Updated
Updated · The Washington Post · Jun 11
Kevin Warsh Targets Fed Rules After $475 Billion 2008 Bailout and $9 Trillion SVB Deposit Backstop
Updated
Updated · The Washington Post · Jun 11

Kevin Warsh Targets Fed Rules After $475 Billion 2008 Bailout and $9 Trillion SVB Deposit Backstop

3 articles · Updated · The Washington Post · Jun 11

Summary

  • Kevin Warsh is being urged to make Fed financial regulation a top reform target, with critics arguing post-2008 rules still failed to prevent the 2023 Silicon Valley Bank collapse.
  • The critique says regulators focused too heavily on asset risk while missing the core danger of run-prone funding—especially uninsured deposits matched against long-term assets exposed to interest-rate swings.
  • $475 billion in 2008 rescues, broad 2020 emergency interventions and the SVB response together show Dodd-Frank did not end bailouts; the uninsured-deposit guarantee after SVB is described as implicitly covering nearly $9 trillion systemwide.
  • The proposed fix is to push risky activities toward equity and long-term debt, require deposits to be backed by safe liquid assets or much larger capital cushions, and let narrow-bank, segregated-account and similar competitors expand.
  • Because Congress controls Dodd-Frank itself, the Fed’s nearer-term lever would be revising subsidiary rules, reviewing discretionary implementations and avoiding capital cuts aimed at restoring banks’ market share.

Insights

If new rules create ultra-safe banks, will this revolution in finance inadvertently starve the economy of essential loans?
Will 'fixing' banks simply move the next financial crisis into the shadowy world of private credit and crypto?

Kevin Warsh’s 2026 Fed Overhaul: Shrinking the Balance Sheet, Restoring Discipline, and the Risks Ahead

Overview

In mid-2026, Kevin Warsh became the new Federal Reserve Chair, stepping in at a time of major economic challenges and urgent calls for reform. With federal debt soaring past $38 trillion and rising fiscal pressures threatening the Fed’s ability to act independently, Warsh is pushing for a fundamental overhaul of the central bank’s regulatory and monetary policy. His agenda centers on making the Fed more disciplined and focused on its core mandates, aiming to protect its independence and credibility. Warsh’s leadership marks a pivotal moment as the Fed faces tough decisions to restore stability and adapt to a changing economic landscape.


### WHAT YOU SHOULD DO:
For this listing, the lines between the one holding "Find the location" and the one holding "The image size is (1262, 611).", inclusive, must be set down exactly.

### AVAILABLE DATA:
********

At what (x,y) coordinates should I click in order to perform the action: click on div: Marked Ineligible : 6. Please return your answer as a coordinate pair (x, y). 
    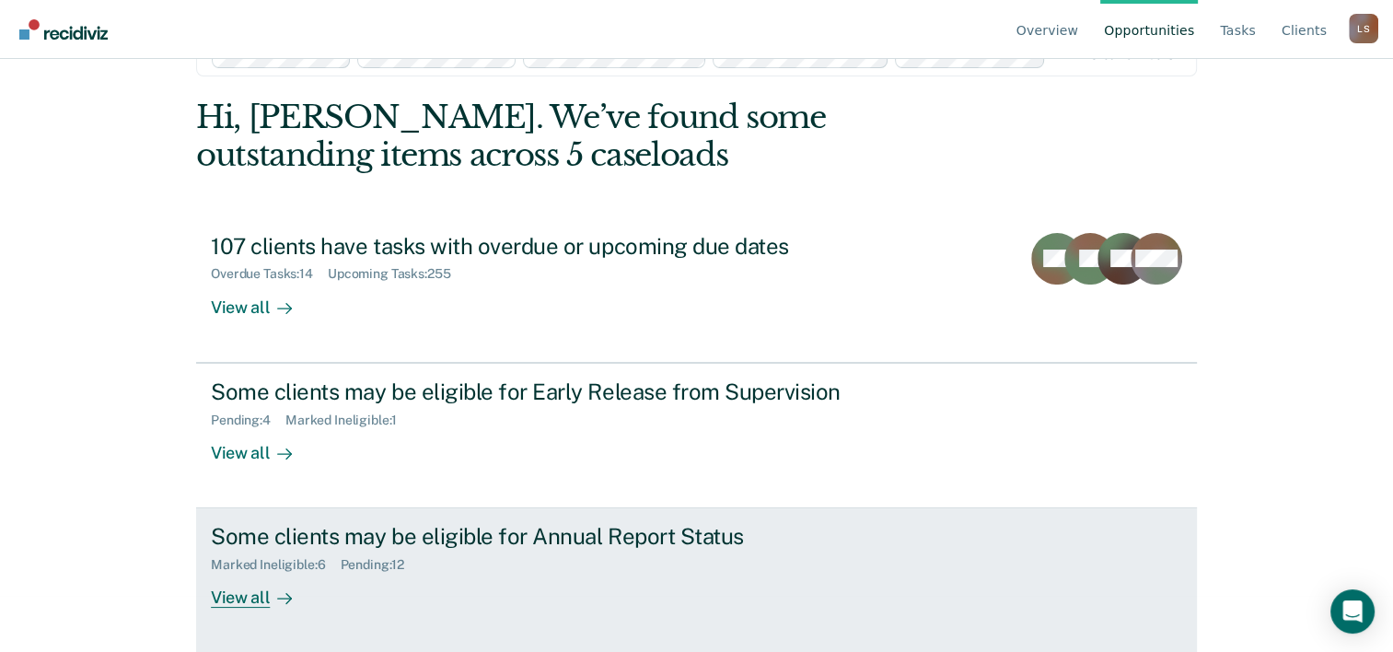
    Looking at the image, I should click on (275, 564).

********

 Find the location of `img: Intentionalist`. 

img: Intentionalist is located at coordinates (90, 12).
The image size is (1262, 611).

********

### OUTPUT OF THE EXERCISE:
 Find the location of `img: Intentionalist`. 

img: Intentionalist is located at coordinates (90, 12).
The image size is (1262, 611).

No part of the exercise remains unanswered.